Suse 2.6.27.48 giving insserv: warning: script ‘S12ITMAgents30’ missing LSB tags and overrides, there are few more similar type of warning on adding the new init script but the Suse 2.6.16.60 is not giving any error on using the same init script.
On 2011-04-11 09:36, chinagrawal wrote:
>
> Suse 2.6.27.48 giving insserv:
There is no such thing as Suse 2.6.27.48
–
Cheers / Saludos,
Carlos E. R.
(from 11.2 x86_64 “Emerald” at Telcontar)
Hi Carlos,
thanks for the reply. 2.6.27.48 is the kernel version. I am using suse11. Missing LSB tag warning is coming at kernel version 2.6.27.48 but no warning on Suse kernel version 2.6.16.60.
You can add the missing LSB tags to the scripts if it’s bothering you. I wrote a function to do that. I use it sometimes with 3rd party scripts. Normally the ones in openSUSE are supposed to be LSB compliant.
function lsb {
for iscript in `find /etc/init.d -maxdepth 1 -type f -executable ! -name "*.local" ! -name "*.orig"` ; do
-f ${iscript}.orig ] && continue
grep -q '### BEGIN INIT INFO' $iscript && continue
case $(basename $iscript) in
single|halt|powerfail|rc|boot) continue ;;
*)
cp $iscript{,.orig}
echo "- making $iscript LSB compliant"
s=$(basename $iscript)
sed -n '1,/^^# ]/p' $iscript.orig | sed '$d' > $iscript
cat >> $iscript << EOFLSB
# LSB compliant service control script
#
### BEGIN INIT INFO
# Provides: $s
# Required-Start: \$remote_fs \$all
# Should-Start:
# Required-Stop:
# Should-Stop:
# Default-Start: 3 5
# Default-Stop: 0 1 2 6
# Short-Description: $s
# Description: Starts and stops $s
### END INIT INFO
EOFLSB
sed -n '/^^# ]/,$p' $iscript.orig >> $iscript
;;
esac
done
}
Thanks for reply. But my question is why it is coming on some Suse machine not on other Suse machines.
On 2011-04-11 16:06, chinagrawal wrote:
>
> Hi Carlos,
> thanks for the reply. 2.6.27.48 is the kernel version. I am using
> suse11.
There is no openSUSE 11 either - so you may be using the enterprise
version, SLES or SLES 11, and in this case, this is the wrong forum.
–
Cheers / Saludos,
Carlos E. R.
(from 11.2 x86_64 “Emerald” at Telcontar)
Just look at this file and you’ll see if the LSB tags are missing. If so, just add them (the part of my post between #BEGIN INIT INFO and #END INIT INFO (remove the backslash before $ and replace $s with the service name.)
The answer why these tags are missing is that the init script is ‘buggy’ in some way. The reason why some systems complain and other don’t is that some do a LSB check and other not.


[PROBLEM STATEMENT]: Go through the listing and pick out each line with the word "right" in it.
━━━━━ PROVIDED RECORDS ━━━━━
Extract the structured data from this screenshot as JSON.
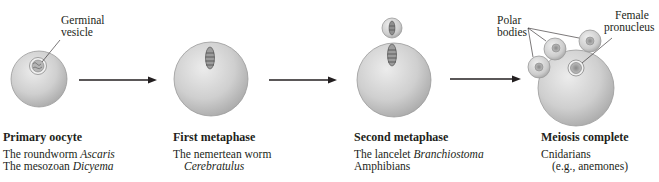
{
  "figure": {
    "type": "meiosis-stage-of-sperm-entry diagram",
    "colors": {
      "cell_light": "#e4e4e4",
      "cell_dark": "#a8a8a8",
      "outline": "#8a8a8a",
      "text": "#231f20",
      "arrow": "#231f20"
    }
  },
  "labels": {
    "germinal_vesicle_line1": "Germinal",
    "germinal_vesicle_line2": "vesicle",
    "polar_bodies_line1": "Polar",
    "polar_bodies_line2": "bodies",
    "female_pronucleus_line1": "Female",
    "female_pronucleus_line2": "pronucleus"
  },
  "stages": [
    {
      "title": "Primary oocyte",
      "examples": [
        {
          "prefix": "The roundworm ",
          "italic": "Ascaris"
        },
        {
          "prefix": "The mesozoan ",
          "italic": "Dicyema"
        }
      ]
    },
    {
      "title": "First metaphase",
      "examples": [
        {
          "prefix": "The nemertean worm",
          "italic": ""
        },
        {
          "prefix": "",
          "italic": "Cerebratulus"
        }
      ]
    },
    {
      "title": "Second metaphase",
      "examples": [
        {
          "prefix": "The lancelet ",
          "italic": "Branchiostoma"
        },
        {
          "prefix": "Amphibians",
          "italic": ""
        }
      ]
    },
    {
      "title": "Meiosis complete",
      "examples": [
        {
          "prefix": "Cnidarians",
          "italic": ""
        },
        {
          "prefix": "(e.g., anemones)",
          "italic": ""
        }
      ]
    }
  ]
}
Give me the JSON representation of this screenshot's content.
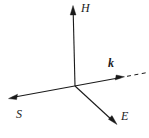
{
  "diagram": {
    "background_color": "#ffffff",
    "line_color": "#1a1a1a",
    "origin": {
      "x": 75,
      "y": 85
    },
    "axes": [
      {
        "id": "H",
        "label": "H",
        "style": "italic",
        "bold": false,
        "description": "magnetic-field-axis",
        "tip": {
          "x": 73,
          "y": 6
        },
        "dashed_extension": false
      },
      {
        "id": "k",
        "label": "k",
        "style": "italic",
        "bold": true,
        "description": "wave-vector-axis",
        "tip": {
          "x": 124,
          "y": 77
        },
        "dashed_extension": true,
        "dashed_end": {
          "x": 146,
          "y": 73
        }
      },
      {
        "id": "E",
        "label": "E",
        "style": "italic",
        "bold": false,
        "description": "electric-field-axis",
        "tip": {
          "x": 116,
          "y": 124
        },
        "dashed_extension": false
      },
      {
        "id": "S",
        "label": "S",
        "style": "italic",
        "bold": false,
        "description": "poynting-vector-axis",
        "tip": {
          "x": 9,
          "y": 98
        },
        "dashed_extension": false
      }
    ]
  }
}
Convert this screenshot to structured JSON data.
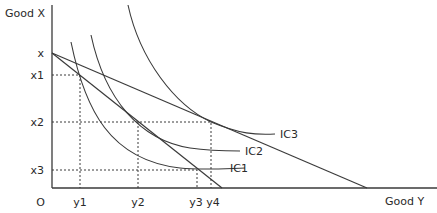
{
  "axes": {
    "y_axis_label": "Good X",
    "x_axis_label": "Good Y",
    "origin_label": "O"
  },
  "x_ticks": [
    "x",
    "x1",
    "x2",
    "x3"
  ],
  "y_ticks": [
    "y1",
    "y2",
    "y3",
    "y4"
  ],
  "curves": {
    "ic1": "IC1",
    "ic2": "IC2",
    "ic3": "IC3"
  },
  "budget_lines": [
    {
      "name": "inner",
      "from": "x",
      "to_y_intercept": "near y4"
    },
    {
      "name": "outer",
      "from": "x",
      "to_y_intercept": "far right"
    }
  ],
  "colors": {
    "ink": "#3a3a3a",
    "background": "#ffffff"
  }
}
━━━━━
━━━━━ PROVIDED RECORDS ━━━━━
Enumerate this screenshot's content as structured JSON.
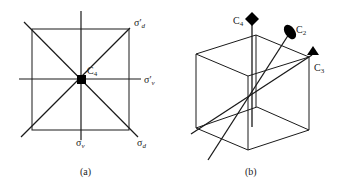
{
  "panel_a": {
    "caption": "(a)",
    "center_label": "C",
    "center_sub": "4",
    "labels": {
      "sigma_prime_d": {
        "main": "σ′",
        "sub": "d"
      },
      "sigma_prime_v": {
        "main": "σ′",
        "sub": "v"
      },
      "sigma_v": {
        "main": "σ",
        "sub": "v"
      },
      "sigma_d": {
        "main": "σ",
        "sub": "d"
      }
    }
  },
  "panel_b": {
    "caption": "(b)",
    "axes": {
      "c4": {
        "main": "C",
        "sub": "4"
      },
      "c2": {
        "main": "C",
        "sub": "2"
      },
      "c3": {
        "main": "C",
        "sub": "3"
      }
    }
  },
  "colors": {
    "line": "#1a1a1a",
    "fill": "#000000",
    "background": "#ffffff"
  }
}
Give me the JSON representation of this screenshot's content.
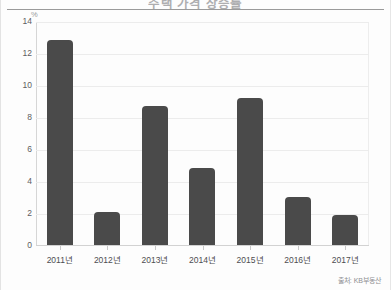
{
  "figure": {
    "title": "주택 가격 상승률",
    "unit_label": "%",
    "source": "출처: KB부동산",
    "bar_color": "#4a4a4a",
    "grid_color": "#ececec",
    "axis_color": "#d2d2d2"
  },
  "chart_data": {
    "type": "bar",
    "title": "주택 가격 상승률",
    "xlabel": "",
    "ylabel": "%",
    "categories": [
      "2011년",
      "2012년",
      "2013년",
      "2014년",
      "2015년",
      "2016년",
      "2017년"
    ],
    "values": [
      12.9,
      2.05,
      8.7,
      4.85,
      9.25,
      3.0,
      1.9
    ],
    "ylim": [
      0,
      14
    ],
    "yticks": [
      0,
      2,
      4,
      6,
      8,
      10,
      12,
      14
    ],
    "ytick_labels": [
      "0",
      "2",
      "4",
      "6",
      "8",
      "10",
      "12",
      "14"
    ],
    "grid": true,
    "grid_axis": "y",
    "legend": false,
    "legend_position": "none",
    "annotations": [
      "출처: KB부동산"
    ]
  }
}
━━━━━
━━━━━ PROVIDED RECORDS ━━━━━
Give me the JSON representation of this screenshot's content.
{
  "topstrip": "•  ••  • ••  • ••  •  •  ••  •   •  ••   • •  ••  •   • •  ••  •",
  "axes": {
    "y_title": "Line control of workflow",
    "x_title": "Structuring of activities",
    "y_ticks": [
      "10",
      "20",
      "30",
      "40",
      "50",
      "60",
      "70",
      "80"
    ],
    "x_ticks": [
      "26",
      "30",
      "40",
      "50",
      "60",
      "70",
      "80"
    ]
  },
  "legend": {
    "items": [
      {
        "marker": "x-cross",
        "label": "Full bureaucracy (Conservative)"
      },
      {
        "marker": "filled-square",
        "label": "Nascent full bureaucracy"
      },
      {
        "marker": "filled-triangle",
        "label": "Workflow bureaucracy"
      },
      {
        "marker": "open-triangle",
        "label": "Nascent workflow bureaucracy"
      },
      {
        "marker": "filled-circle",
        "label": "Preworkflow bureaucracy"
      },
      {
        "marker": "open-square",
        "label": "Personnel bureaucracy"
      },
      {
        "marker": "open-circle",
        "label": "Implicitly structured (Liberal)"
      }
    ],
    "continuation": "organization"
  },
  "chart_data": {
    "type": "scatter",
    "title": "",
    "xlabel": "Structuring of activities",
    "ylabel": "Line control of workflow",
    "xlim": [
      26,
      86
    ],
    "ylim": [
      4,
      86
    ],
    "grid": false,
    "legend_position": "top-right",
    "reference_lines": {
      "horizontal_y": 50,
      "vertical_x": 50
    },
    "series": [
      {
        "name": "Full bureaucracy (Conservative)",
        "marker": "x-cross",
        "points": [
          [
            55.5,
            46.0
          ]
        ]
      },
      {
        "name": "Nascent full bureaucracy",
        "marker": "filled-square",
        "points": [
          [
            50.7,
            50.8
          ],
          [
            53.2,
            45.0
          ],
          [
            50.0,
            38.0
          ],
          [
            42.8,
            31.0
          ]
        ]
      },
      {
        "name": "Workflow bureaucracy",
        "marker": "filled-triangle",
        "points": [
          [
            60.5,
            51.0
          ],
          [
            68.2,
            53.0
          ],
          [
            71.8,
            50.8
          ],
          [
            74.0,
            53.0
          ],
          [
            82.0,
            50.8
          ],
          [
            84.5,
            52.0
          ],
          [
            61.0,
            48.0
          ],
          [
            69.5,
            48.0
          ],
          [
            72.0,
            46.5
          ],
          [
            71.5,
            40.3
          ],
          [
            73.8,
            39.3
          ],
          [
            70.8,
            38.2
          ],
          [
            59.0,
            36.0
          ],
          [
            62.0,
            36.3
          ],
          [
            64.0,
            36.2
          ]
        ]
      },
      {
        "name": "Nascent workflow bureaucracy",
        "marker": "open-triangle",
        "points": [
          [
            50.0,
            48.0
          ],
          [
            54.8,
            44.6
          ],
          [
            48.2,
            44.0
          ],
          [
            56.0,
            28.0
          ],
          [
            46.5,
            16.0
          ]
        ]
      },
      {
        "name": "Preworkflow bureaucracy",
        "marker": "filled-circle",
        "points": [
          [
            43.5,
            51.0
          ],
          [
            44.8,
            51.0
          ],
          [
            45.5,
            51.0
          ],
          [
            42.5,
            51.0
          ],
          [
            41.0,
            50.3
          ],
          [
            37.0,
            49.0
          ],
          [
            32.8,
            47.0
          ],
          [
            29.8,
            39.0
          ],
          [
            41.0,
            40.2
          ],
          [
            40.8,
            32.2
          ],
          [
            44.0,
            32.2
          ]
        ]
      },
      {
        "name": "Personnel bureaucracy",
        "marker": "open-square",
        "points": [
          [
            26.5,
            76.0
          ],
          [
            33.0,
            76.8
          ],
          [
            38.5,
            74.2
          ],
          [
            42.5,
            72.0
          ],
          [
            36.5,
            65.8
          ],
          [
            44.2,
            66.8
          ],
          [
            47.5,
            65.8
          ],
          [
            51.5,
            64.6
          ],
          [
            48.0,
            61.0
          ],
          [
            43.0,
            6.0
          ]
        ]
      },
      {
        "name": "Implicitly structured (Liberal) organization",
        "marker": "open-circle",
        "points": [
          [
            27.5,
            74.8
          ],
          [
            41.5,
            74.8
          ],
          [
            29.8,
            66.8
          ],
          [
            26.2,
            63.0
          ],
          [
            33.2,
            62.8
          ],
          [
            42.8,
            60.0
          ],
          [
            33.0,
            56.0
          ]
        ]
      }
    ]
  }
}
━━━━━
[RESPONSE AREA]:
      "to_y_intercept": "far right"
    "legend_position": "top-right",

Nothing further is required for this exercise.